Except that's not what happens right now. Right now the drm_sched fence
hangs onto the hw fence and the whole thing is supposed to keep the
whole scheduler alive for things not to go boom.
> We already discussed
> that over 10 years ago when Marten came up with the initial dma_fence
> design.
>
> The resulting problems are very well known and I completely agree that
> they are undesirable, but this is how the framework works and not just
> the scheduler but the rest of the DMA-buf framework as well.

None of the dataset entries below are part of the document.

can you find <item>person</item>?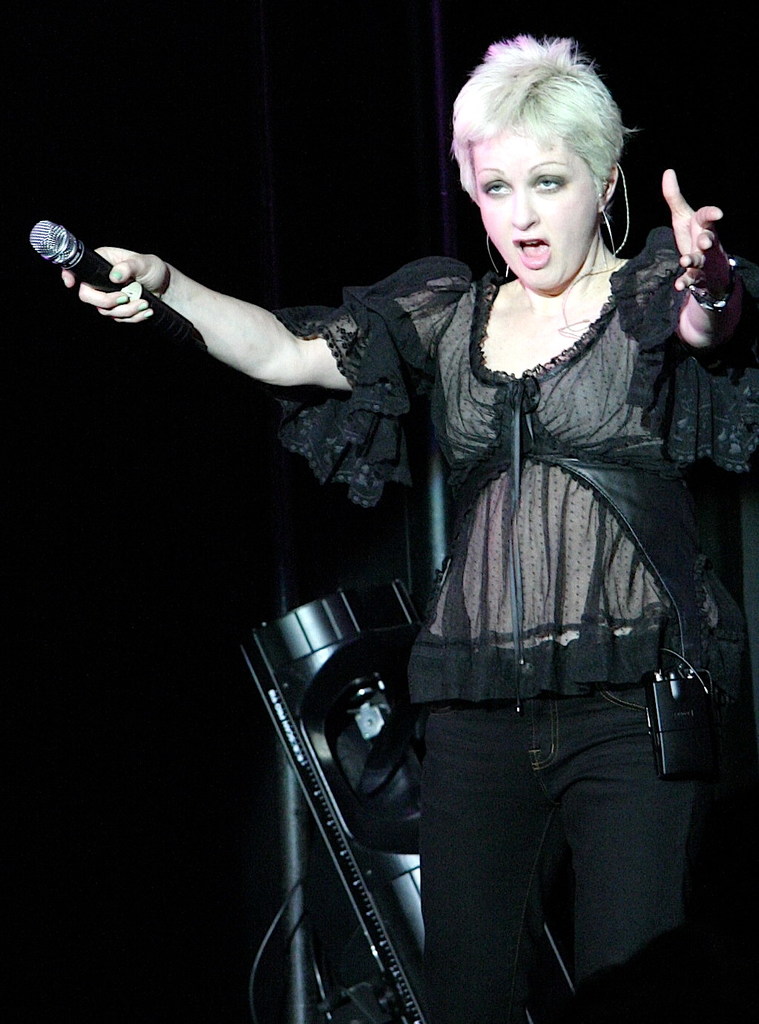
Yes, bounding box: 65/25/755/1009.
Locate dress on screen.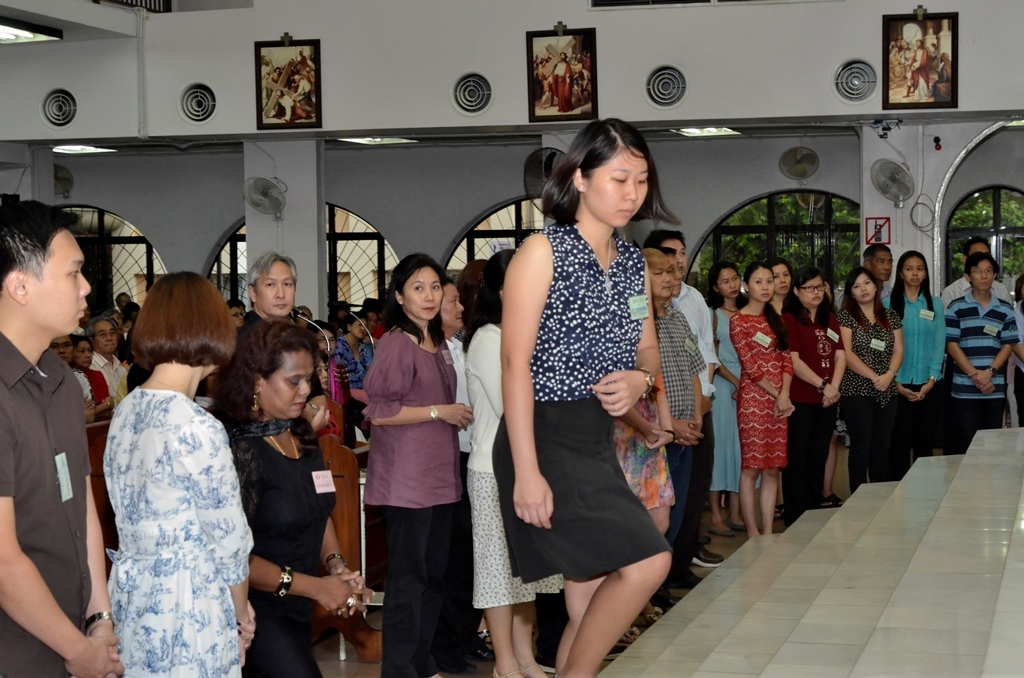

So it's undesirable but you don't want me to change things...
>
>> It may or may not trickle down to actual problems for users (I would
>> bet it does in some cases but I don't know for sure), but it's a
>> situation that doesn't make any sense.
>>
>> I know I'm triggering actual breakage with my new use case due to
>> this, which is why I'm trying to improve things. But the current state
>> of affairs just doesn't make any sense even if it isn't causing kernel
>> oopses today with other drivers.
>>
>>> You can go ahead and try to re-implement the functionality in Rust, but
>>> then I would reject that pointing out that this should probably be an
>>> extension to the existing code.
>>
>> You keep rejecting my attempts at extending the existing code...
>
> Well I will try to improve here and push you into the right direction
> instead.
What is the right direction?
So far it's looking more and more like wait until we get workqueues in
Rust, write a trivial scheduler in the driver, and give up on this whole
drm_sched thing. Please tell me if there is a better way, because so far
all you've done is tell me my attempts are not the right way, and
demotivated me from working on drm_sched at all.